Acting Spanish PM Pedro Sánchez still hasn't got what he wants and Francisco Franco will remain, for the moment, in the Valle de los Caídos. That was the decision this lunchtime from the fourth section of the third chamber of Spain's Supreme Court, unanimously accepting the precautionary measures requested by the dictator's family to suspend his exhumation and moving. The news came out whilst the court's second chamber was on a break from the Catalan independence trial. The members of the public attending, walking between the orange trees in the courtyard or queuing in front of the coffee machine, were commenting the severity of the remarks from prosecutors Javier Zaragoza and Jaime Moreno on the first day of closing statements.
One of those walking through the corridors was Òscar from Sant Boi de Llobregat near Barcelona. He was wearing inside-out a red t-shirt from the Catalan national day pro-independence rally on 11th September 2014, motto "Ara és l'hora" (Now is the time). He'd just been told to put it like that by a police officer. He didn't really understand because at the entrance, where they'd made him take off his pin showing support for the prisoners, they'd said nothing about the t-shirt. In fact, he'd been in the courtroom for half the morning with no problems. But the officer wouldn't compromise, he had to take it off and turn it inside-out. And so he was walking around the Supreme Court with his t-shirt inside-out.
Coup d'état
They've gone to great lengths to try and show a separation of politics and the law in the Supreme Court. At half nine, prosecutor Javier Zaragoza opened the closing speeches saying that "the aim of this trial has nothing to do with the criminalisation of political dissidence". "Political ideas are not being persecuted," he said.
Despite this, however, there was at all times a political tinge to proceedings. "There are no political prisoners," he said. He also had to tackle the claims of "arbitrary detention" from the UN working group on the subject, although he attributed it to the European Council instead.
According to Zaragoza, what happened in Catalonia was a coup d'état. Armed with handwritten notes, he spoke about a criminal agreement between the Parliament, government and civil society bodies. It was, he said with a wink to Gabriel García Márquez, the "chronicle of a rebellion foretold".
Unlike Zaragoza, his colleague Jaime Moreno avoided looking at the defendants and their lawyers whilst he talked, mostly on the subject of violence. Violence which he argues was "not at all insignificant" and sufficient to talk about rebellion. He denounced intimidation of the state's police forces and physical violence, which he said led to 93 officers being injured. He said they're not on trial for the fact of going to vote, but he also warned that it's not true that voting can never be a crime: "In democracy, voting is not possible without respect for the law".
After the morning break, it was the turn of prosecutor Consuelo Madrigal, who handled the charge of misuse of public funds. She talked of government strategies, "disguises" and "cross-dressing" to divert public money for the referendum. "You would have to have been blind or living on another planet to not realise," she joked. The conclusion from the public prosecution service is that more than 3 million euros (£2.7 million; $3.4 million) of public money was spent to hold the vote.
That other attempted coup
The last of the prosecutors to speak was Fidel Cadena, who handled the charge of rebellion which, he said, needs violence which "doesn't require the existence of weapons". More than that, according to him it doesn't require physical violence, merely intimidatory force. He suggested this was the case during the attempted coup on 23rd February 1981 when members of the Civil Guard took the Congress hostage, firing their weapons in the air: "Since physical violence was limited to that tripping and shaking of general Gutiérrez Mellado, may he rest in peace".
A buzz bubbled up in the room at that description of the events of 1981. It was the only moment when the presiding judge, Manuel Marchena, had to call for quiet in the court.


### WORK TO BE COMPLETED
Copy out each line below containing "Percentage".

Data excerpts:
====

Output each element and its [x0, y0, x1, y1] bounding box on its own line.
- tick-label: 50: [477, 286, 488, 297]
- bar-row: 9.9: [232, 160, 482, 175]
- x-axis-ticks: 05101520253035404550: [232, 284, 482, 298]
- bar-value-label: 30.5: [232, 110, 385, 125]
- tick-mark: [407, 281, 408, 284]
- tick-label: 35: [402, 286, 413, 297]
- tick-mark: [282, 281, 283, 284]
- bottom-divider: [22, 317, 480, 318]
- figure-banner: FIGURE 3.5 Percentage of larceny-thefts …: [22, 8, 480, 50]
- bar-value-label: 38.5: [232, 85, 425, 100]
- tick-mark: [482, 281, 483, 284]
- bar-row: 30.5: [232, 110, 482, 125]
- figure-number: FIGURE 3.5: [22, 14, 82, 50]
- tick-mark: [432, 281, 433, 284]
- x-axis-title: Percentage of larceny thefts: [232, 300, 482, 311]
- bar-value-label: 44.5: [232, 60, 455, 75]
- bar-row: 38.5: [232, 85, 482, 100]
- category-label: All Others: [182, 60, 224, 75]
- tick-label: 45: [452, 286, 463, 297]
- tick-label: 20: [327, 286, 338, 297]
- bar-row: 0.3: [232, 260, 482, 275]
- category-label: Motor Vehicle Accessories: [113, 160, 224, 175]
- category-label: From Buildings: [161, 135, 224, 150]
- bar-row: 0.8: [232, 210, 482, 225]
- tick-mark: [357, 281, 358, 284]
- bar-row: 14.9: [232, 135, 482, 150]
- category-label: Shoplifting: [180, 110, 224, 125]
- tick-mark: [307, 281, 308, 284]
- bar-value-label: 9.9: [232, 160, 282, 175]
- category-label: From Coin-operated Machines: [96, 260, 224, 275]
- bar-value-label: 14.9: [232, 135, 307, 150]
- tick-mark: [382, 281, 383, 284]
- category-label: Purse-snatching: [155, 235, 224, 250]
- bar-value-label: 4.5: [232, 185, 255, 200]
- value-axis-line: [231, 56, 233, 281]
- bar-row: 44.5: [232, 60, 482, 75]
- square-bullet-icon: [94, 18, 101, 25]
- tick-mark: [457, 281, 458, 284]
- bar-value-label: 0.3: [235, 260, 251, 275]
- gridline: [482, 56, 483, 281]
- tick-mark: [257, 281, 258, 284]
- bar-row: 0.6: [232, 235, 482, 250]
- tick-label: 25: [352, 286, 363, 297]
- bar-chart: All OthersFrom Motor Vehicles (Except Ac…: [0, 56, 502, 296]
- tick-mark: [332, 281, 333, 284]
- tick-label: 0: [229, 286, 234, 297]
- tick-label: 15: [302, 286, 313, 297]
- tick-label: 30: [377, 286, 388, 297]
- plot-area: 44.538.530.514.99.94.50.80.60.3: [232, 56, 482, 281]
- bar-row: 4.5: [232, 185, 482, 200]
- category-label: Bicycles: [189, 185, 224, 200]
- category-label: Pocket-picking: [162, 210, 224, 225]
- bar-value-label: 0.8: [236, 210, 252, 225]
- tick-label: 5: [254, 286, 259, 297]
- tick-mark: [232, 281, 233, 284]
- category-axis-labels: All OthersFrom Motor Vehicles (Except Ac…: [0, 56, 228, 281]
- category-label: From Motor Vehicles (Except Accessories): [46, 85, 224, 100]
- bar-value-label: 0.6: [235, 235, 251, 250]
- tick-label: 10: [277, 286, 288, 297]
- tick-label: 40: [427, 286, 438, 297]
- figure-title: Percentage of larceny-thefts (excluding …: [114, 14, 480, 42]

====

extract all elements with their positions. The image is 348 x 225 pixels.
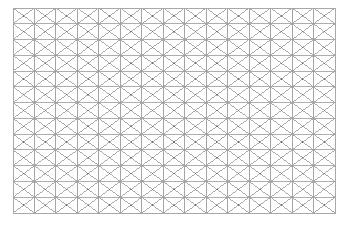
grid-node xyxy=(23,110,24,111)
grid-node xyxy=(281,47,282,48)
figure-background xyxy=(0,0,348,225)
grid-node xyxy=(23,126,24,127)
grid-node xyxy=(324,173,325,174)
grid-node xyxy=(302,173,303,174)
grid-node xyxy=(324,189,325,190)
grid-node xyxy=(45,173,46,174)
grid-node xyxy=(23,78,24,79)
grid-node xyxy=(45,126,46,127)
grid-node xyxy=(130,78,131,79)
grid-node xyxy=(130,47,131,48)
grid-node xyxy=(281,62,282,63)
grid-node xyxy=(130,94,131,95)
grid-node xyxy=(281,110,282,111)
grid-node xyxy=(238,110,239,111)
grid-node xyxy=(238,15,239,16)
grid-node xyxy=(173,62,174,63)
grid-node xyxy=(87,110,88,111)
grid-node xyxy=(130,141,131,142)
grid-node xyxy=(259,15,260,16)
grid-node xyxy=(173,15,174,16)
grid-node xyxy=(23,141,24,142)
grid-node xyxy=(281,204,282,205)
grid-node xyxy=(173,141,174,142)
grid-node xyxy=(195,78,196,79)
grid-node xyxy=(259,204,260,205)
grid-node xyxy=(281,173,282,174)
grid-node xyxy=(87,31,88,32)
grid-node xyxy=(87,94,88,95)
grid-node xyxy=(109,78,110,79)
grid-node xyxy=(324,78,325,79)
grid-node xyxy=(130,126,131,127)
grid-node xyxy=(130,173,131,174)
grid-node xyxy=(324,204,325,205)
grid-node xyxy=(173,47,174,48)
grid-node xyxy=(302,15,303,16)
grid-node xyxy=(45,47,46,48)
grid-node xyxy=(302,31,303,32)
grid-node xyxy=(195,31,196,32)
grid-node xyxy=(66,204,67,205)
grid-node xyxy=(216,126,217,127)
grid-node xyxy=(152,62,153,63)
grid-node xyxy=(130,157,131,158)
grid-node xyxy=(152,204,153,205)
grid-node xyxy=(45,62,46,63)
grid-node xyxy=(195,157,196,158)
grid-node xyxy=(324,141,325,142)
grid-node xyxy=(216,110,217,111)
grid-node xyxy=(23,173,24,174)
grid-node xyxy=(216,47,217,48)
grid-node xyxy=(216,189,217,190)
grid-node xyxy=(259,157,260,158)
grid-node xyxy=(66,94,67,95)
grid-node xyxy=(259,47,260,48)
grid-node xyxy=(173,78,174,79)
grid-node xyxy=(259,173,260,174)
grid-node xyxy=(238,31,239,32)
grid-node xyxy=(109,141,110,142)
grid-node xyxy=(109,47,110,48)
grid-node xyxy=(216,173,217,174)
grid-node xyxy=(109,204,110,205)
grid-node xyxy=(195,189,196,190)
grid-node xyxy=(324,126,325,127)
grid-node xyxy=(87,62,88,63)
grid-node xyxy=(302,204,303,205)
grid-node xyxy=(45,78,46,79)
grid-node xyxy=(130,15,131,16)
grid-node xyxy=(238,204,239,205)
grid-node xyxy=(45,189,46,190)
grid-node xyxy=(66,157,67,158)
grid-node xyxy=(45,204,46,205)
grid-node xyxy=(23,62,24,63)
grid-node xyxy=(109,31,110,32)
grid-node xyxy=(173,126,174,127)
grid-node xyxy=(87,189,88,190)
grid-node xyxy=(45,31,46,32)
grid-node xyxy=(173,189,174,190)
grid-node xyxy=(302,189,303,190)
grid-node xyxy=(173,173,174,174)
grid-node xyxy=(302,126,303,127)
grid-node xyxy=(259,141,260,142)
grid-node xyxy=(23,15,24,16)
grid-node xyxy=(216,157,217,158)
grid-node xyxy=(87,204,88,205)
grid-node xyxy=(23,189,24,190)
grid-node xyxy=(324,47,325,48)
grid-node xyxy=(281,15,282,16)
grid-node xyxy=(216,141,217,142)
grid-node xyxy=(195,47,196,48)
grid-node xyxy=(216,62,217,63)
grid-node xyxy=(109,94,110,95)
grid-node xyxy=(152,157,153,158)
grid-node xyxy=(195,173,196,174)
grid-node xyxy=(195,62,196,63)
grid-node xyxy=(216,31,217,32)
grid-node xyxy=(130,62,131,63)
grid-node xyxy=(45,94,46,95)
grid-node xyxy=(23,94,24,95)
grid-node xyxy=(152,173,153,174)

====

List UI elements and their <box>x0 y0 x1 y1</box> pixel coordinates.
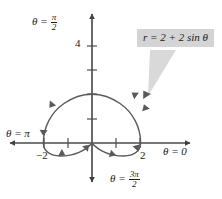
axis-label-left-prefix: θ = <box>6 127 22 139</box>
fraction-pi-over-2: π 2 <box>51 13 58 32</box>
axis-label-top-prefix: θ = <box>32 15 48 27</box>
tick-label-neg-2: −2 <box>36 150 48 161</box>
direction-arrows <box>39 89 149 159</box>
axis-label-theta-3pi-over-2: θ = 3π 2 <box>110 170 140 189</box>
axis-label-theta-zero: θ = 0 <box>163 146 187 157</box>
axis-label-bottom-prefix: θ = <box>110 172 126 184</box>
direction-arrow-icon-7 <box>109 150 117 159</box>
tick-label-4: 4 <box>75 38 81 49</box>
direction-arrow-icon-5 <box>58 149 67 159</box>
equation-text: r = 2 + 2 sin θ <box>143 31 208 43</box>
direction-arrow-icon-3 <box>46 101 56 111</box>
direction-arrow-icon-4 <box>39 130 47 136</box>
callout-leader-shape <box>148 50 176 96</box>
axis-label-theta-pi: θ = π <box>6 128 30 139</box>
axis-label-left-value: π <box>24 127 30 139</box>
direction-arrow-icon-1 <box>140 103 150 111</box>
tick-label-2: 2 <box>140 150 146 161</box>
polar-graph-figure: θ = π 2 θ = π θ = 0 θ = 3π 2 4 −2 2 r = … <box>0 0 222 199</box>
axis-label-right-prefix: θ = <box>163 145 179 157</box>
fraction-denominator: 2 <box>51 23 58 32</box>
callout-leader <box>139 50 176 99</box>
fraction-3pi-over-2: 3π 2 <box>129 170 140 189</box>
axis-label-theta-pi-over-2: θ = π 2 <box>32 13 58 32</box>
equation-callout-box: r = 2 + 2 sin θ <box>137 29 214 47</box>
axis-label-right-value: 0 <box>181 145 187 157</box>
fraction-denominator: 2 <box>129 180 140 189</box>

====

### YOUR RESPONSE
- figure-banner: FIGURE 3.5 Percentage of larceny-thefts …: [22, 8, 480, 50]
- x-axis-title: Percentage of larceny thefts: [232, 300, 482, 311]
- figure-title: Percentage of larceny-thefts (excluding …: [114, 14, 480, 42]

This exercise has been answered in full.